The President of Colombia, Gustavo Petro, rejected the order of the Constitutional Court of Colombia to return approximately US$6.9 million collected through taxes created during the economic emergency declared in December. According to the president, that money was never actually collected, so “there is nothing to return.”
The head of state’s response comes after the high court’s ruling that struck down the emergency decree and ordered the reimbursement of resources obtained under that framework. The controversy opens a clash between the Court’s legal interpretation and the Government’s fiscal reading of what actually entered public coffers.
It is worth recalling that the issuance of the economic emergency decree responded to a government strategy to try to increase state revenue, following Congress’s rejection of the latest tax reform, proposed to balance Colombia’s growing public deficit.
After the judicial annulment of the economic emergency, Colombia faces a serious deficit problem, in an election year and with international organizations warning about the future economic consequences of rising debt.
Petro rejects refunding taxes collected after Court ruling in Colombia
The Court’s decision rendered ineffective one of the instruments the Executive had used to ease pressure on public finances. The annulled decree had established extraordinary taxes, including increases in VAT on certain products and specific levies on economic sectors, under the exceptional powers of the economic emergency.
The court not only declared the measure unconstitutional, but also ordered the return of the resources collected during the time it was in force. In practical terms, this implies that the State must identify the payments made under that framework and proceed with their reimbursement, a task that falls mainly to the tax authority.
However, the real scope of that order is not entirely clear. Part of the resources associated with these taxes may not be subject to reimbursement, either because they were not fully consolidated or because they fall within legal situations that have already become final.
In this context, President Petro was emphatic in rejecting the central premise of the ruling. As he explained, the taxes contemplated in the decree did not translate into effective revenue before the measure was suspended and later annulled.
“The taxes struck down by the Court from the economic emergency were not collected. So there is nothing to return. Only payments from old DIAN debtors were obtained, who benefited from tax breaks. The mechanism ended up being suspended by the Constitutional Court,” the president wrote yesterday on his account on the social media platform X.
With this, Petro maintained that, although the tax provisions formally existed, in practice they did not generate concrete revenue for the State. From this perspective, the order to refund would lack an object, since there would be no resources to return.
The statement introduces a key nuance in the discussion. While the Court starts from the validity of the rule to order reimbursement, the Government emphasizes the actual flow of money, suggesting that the application of the decree was limited or even nonexistent in terms of revenue collection.
Los impuestos que tumba la Corte de la emergencia económica no se cobraron. Así que no hay nada que devolver.
Solo se logró los pagos de deudores antiguos de la DIAN que lograron beneficios tributarios. El mecanismo terminó suspendido por la Corte Constitucional. https://t.co/YTqjsu3KRY
— Gustavo Petro (@petrogustavo) April 15, 2026
Between legal principles and fiscal reality
The clash between the two positions reflects a structural tension between the legal design of decisions and their practical implementation. For the Court, the principle is clear: any tax collected under an unconstitutional rule must be refunded. But the Executive disputes that this assumption has actually materialized.
Beyond the amount in dispute, the episode once again has implications for the credibility of the Government’s fiscal policy. The annulment of the decree weakens one of the tools that was intended to increase revenues in a context of tight budget constraints.
At the same time, the ruling reinforces the role of the court as an institutional counterweight to the use of exceptional powers. The decision sends a message about the limits of the economic emergency as a mechanism for introducing tax changes.
The discussion now shifts to the operational realm. Even if the Court’s order is accepted, its implementation poses significant technical challenges, especially in the case of indirect taxes, where identifying the affected taxpayers can be complex.
In this context, the president’s position could anticipate a restrictive interpretation of the ruling by the Government, based on the idea that there was no effective collection. This, however, could lead to new litigation if it is demonstrated that payments did in fact exist, even if they were partial or temporary.
What is at stake is not only the refund of a few million dollars, but the way in which the Colombian State aligns its economic decisions with constitutional oversight. A tension that, far from being resolved, appears destined to persist in an electoral context that does not suggest the kind of agreements that are necessarily political in nature.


An exact repetition of the data below, without images, is the expected answer.

(Entries taken from a collection)
↓↓↓

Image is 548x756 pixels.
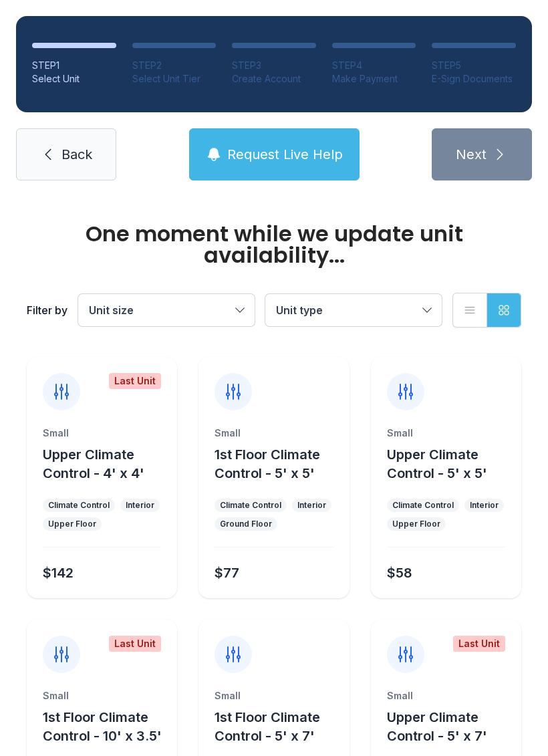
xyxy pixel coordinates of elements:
[126,501,154,511] div: Interior
[215,709,320,744] span: 1st Floor Climate Control - 5' x 7'
[469,501,498,511] div: Interior
[43,708,172,746] button: 1st Floor Climate Control - 10' x 3.5'
[266,294,442,326] button: Unit type
[26,224,521,266] div: One moment while we update unit availability...
[215,426,333,440] div: Small
[387,426,505,440] div: Small
[61,145,92,163] span: Back
[432,72,516,85] div: E-Sign Documents
[132,72,217,85] div: Select Unit Tier
[48,518,97,530] div: Upper Floor
[387,445,516,483] button: Upper Climate Control - 5' x 5'
[215,447,320,482] span: 1st Floor Climate Control - 5' x 5'
[43,689,161,702] div: Small
[392,501,453,511] div: Climate Control
[387,447,487,482] span: Upper Climate Control - 5' x 5'
[215,563,239,582] div: $77
[109,373,161,389] div: Last Unit
[215,445,343,483] button: 1st Floor Climate Control - 5' x 5'
[332,59,417,72] div: STEP 4
[215,708,343,746] button: 1st Floor Climate Control - 5' x 7'
[220,518,272,530] div: Ground Floor
[453,636,505,652] div: Last Unit
[387,689,505,702] div: Small
[227,145,342,163] span: Request Live Help
[232,72,316,85] div: Create Account
[387,708,516,746] button: Upper Climate Control - 5' x 7'
[456,145,486,163] span: Next
[43,709,161,744] span: 1st Floor Climate Control - 10' x 3.5'
[132,59,217,72] div: STEP 2
[232,59,316,72] div: STEP 3
[387,709,487,744] span: Upper Climate Control - 5' x 7'
[26,302,68,318] div: Filter by
[276,303,323,316] span: Unit type
[215,689,333,702] div: Small
[43,445,172,483] button: Upper Climate Control - 4' x 4'
[387,563,412,582] div: $58
[32,72,116,85] div: Select Unit
[43,563,73,582] div: $142
[109,636,161,652] div: Last Unit
[48,501,110,511] div: Climate Control
[392,518,440,530] div: Upper Floor
[220,501,282,511] div: Climate Control
[432,59,516,72] div: STEP 5
[297,501,326,511] div: Interior
[43,447,145,482] span: Upper Climate Control - 4' x 4'
[332,72,417,85] div: Make Payment
[43,426,161,440] div: Small
[78,294,254,326] button: Unit size
[89,303,133,316] span: Unit size
[32,59,116,72] div: STEP 1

↑↑↑

**Exercise output**.
Image is 548x756 pixels.
xyxy pixel coordinates of elements:
[126,501,154,511] div: Interior
[215,709,320,744] span: 1st Floor Climate Control - 5' x 7'
[469,501,498,511] div: Interior
[43,708,172,746] button: 1st Floor Climate Control - 10' x 3.5'
[266,294,442,326] button: Unit type
[26,224,521,266] div: One moment while we update unit availability...
[215,426,333,440] div: Small
[387,426,505,440] div: Small
[61,145,92,163] span: Back
[432,72,516,85] div: E-Sign Documents
[132,72,217,85] div: Select Unit Tier
[48,518,97,530] div: Upper Floor
[387,445,516,483] button: Upper Climate Control - 5' x 5'
[215,447,320,482] span: 1st Floor Climate Control - 5' x 5'
[43,689,161,702] div: Small
[392,501,453,511] div: Climate Control
[387,447,487,482] span: Upper Climate Control - 5' x 5'
[215,563,239,582] div: $77
[109,373,161,389] div: Last Unit
[215,445,343,483] button: 1st Floor Climate Control - 5' x 5'
[332,59,417,72] div: STEP 4
[215,708,343,746] button: 1st Floor Climate Control - 5' x 7'
[220,518,272,530] div: Ground Floor
[453,636,505,652] div: Last Unit
[387,689,505,702] div: Small
[227,145,342,163] span: Request Live Help
[232,72,316,85] div: Create Account
[387,708,516,746] button: Upper Climate Control - 5' x 7'
[456,145,486,163] span: Next
[43,709,161,744] span: 1st Floor Climate Control - 10' x 3.5'
[132,59,217,72] div: STEP 2
[232,59,316,72] div: STEP 3
[387,709,487,744] span: Upper Climate Control - 5' x 7'
[26,302,68,318] div: Filter by
[276,303,323,316] span: Unit type
[215,689,333,702] div: Small
[43,445,172,483] button: Upper Climate Control - 4' x 4'
[387,563,412,582] div: $58
[32,72,116,85] div: Select Unit
[43,563,73,582] div: $142
[109,636,161,652] div: Last Unit
[48,501,110,511] div: Climate Control
[392,518,440,530] div: Upper Floor
[220,501,282,511] div: Climate Control
[432,59,516,72] div: STEP 5
[297,501,326,511] div: Interior
[43,447,145,482] span: Upper Climate Control - 4' x 4'
[332,72,417,85] div: Make Payment
[43,426,161,440] div: Small
[78,294,254,326] button: Unit size
[89,303,133,316] span: Unit size
[32,59,116,72] div: STEP 1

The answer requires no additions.